The EU is taking similar steps but I tgink Edge WebView will stay essential. Removing it on a laptop broke biometrics (aka Windows Hello: fingerprint sensor and face recognition) and I had to use a restore point. Seems sketchy to use a browser engine for essential security features – at this point, I would hope I had triggered some OS tamper-detection because the alternative is an OS whose login system is infected with an unpopular browser not because it enhances security but out of spite, and I don’t think exploiting legal loopholes leads to most secure solutions.
I once got Top 7 Luxury Cruise in (Landlocked) Czech Republic from Microsoft. Also, The Flight Price From %user.location%
(village of 200 people) To New York Will Surprise You
Thanks. I should have checked earlier before making a fool of myself. A lesson for me, I guess.
Joke’s on me, I already have (accidentally 😅) deleted essential Linux files before. Fun times. I knew I was to blame though, it was a learning experience.
Maybe I’ll try to figure out what exactly I did wrong so I learn more than just “don’t poke” (which I wouldn’t stop doing anyway).
Well, Task Manager nor attempting to delete the executable normally helped in my case. Power deleting Edge (including WebView) is obviously a bad idea but faster than finding whatever mistake I made that led to this behavior. I can afford to do dumb stuff because the job is temporary, and I never downloaded any malware (according to VirusTotal) that would cause further problems.
messed something up real bad
You see me power-deleting Edge (including WebView) in the video, which is obviously a bad idea. This is a somewhat experimental setup I have so I don’t mind screwing things up a little bit.
malware
Unlikely. I follow very strict precautions. I cannot afford to have malware on top of my existing computer trouble.
Hey! The stakes are low and the consequences are mild annoyance at worst (unless I’ve downloaded actual malware, which is unlikely because I follow precautions). Yes, I mess around with systems I shouldn’t but that’s just another learning experience.
That’s clearly misconfiguration, not malware. Do you think modern malware would do obvious shit like this?

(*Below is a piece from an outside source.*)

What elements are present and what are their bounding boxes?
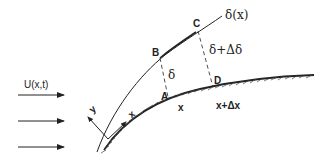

I checked all installers on VirusTotal and most were FOSS, too.
Anyway, I know removing Edge can do weird stuff, it disabled biometric login on another PC.
The computer is not high-stakes, I don’t do personal stuff there and this is mild annoyance at worst. I’ll have ESET check the drive and reset Edge-related config.
Nope, the tool is FOSS MSEdgeRedirect, very well known and praised. I think it’s purely my config mistake with no third-party wrongdoing and I will live with the consequence of Edge being slightly more annoying whenever I accidentally click it.
Infected by Microsoft.
Basically no modern malware will ever do this, lol. Every black hat just wants to make money by pushing ads, holding data ransom or stealing passwords, as stealthily as possible. Users are already suffficiently anmoyed by corpos, freeware software vendors and other users sharing the same network, the era of purely mildly annoying malware ended in the 2000s. There is no executable I haven’t checked with VirusTotal, and most are FOSS. Firefox once did something similar on me (infinite blank tabs) but it turned out I had misconfigured it to try to call itself to open PDFs.
Well, my default browser is Firefox and EdgeRemover (oops, misremembered the name) MSEdgeRedirect (which is FOSS of course, would not install such thing otherwise) does work, in a way – all Help pages, Start Menu searches etc. get redirected to Firefox and DuckDuckGo. I thought it would prevent Edge from opening at all. I don’t think it’s a browser hijacker.
Okay, the company is using ESET’s highest tier and the computers are remotely managed so I’m not sure I would see detection notifications.
textbook browser hijacker
Is your textbook from the 1990s? Pretty sure modern malware is way more stealthy and not at all obvious.
I don’t disagree with you. I could have still messed up in a subtle way but at least the consequences don’t seem to be too serious.
Anyway, I don’t think it’s (third party) malware (that is, not by me or Microsoft) for another reason: viruses and trojans are not what they used to be. Unlike the 1990s, you won’t find much modern malware that does nothing but annoys the user (corporations, other users and freeware vendors do it plenty). People do it fir profit and they make adware, ransomware and cryptostealers, not some script kiddie’s batch file in the Startup folder that opens all executables in System32 simultaneously.
When Firefox started opening several blank tabs every second, I immediately knew it wasn’t malware but a misconfiguration: turns out it was trying to open a PDF in itself. I think this is another little mistake I made.
Yes, I use Linux on my personal machines, and I’m not advocating for Windows (in case you haven’t noticed). I can also assure you, the AV has better hit rate and user rating than Defender.
I haven’t seen this behavior either but companies do partial “feature” rollouts all the time so I assume this is something like that.
You are right, QR codes are very easy to decode if you have them raw, even the C64 should do it in a few seconds, maybe a minute for one of those 22 giant ones. The hard part is image processing when decoding a camera picture - and that can be done on the C64 too if it has enough time and some external memory (or disks for virtual memory). People have even emulated a 32-bit RISC processor on the poor thing, and made it boot Linux.